Compared to last year's Kubernetes Communities Days (KCD), the agenda dedicated many slots to Platform Engineering. This discipline can be seen as a way to fill gaps between different stakeholders of an Internal Developer Platform (IDP). Last year I wrote an article on this topic at the KCD Munich. This year I would like to share fresh ideas or principles from some talks given during the conference.
Identifying problems before solutions
Day 1 opened with a presentation of "Product thinking" approach made by Stéphane Di Cesare (Deutsche Kreditbank) and Dominik Schmidle (Giant Swarm). They reminded some core principles and techniques of "Platform Engineering" to manage the link between problem space and solution space.
Day 1 also closed with a panel discussion on "Platform Engineering" animated by Max Körbächer (Liquid Reply), focused on the adoption of IDPs by end users and within projects.
AI workloads on K8s
"Use platform engineering for AI workloads on K8s", that was the motto of the presentation given by Mario-Leander Reimer (QAware GmbH). He tackled emerging challenges for deploying Agentic AI workloads and introduced an example of what a platform should cover including quality plane and compliance plane. His talk is part of an open source initiative launched at QAware this year to mature the concepts of a dedicated control plane: the agentic layer.
Video 3 Architecting and Building a K8s-based AI Platform
Composable platforms on Kubernetes
Hossein Salahi (Liquid Reply) presented a reference implementation to streamline the delivery of services for developers. Some of the challenges were to link dev and ops, to manage services in configuration, to orchestrate infrastructure deployment and to manage access.
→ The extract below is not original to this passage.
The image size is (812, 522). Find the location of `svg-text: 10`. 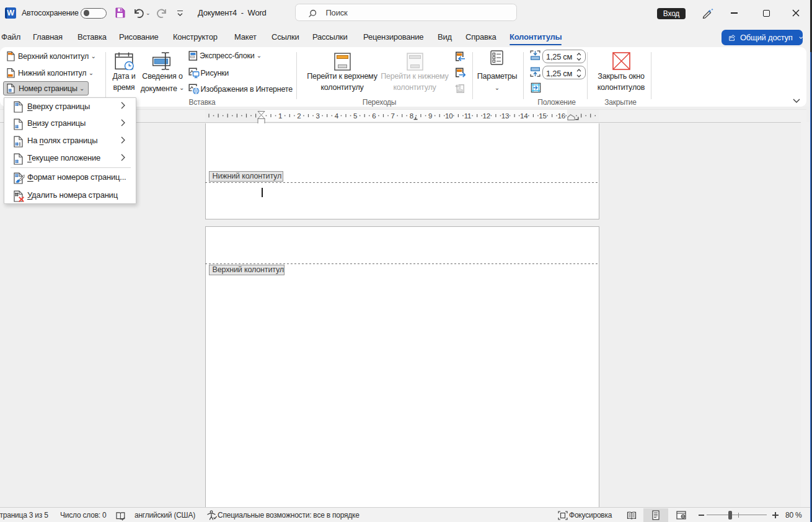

For that purpose the open source tools Kratix codify a contract between dev and ops. Combined with Backstage, this abstraction allows services to be packaged and delivered to developers.
Video 4 Modular Platform Engineering with Kratix and Backstage
Reduce cognitive workloads
Interestingly the problem of cognitive workloads due to some platform complexity was a recurring theme. But Michel Murabito (Mia Platform) positioned platform engineering as a way to reduce cognitive workloads. He highlighted essential building blocks and features that can reduce mental burden.
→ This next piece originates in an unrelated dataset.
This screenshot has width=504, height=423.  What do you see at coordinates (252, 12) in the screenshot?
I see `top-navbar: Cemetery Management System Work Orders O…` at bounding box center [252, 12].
Video 5 Creating a smooth Developer Experience
Involved user as contributor
Lian Li (lianmakesthings) told us a story of what can go wrong when building a platform based on real examples and some facts. She advocated some receipts that can improve communication among teams in an organisation and explain some benefits of having contributing users in the loop.
Video 6 Many Cooks, One Platform: Balancing Ownership and Contribution for the Perfect Broth
Convergence
Evelyn Osman (enmacc) discussed the importance of convergence when building a platform in order to avoid fragmentation in teams and solutions. She shared some important steps that foster innovations and better meet user expectations.
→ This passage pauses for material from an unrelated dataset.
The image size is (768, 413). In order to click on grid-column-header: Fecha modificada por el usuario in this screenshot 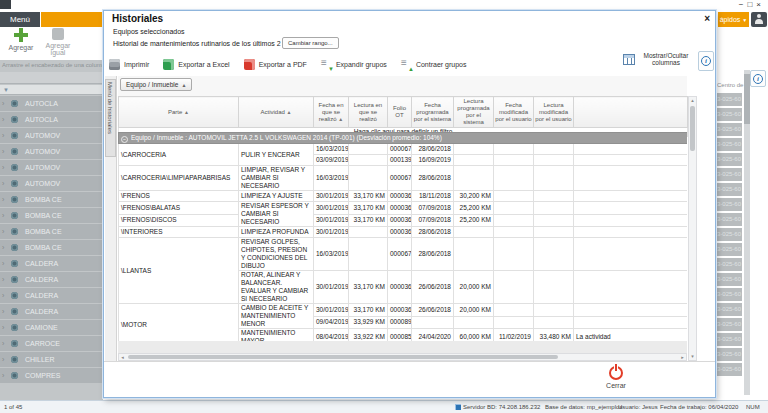, I will do `click(514, 112)`.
Video 7 Convergence on Platforms
Conclusion
This is not an exhaustive list of what was discussed, but somehow it made it clear that Platform Engineering approach can help picking the right solution in the open source landscape. Some enablers already provide a strong integration with Kubernetes to develop and publish new services on top of it. And depending on the organization, some shift in practices also might be required to follow the evolution of the platform at build and runtime. The conference was a great place to exchange with the community on technical and organization challenges.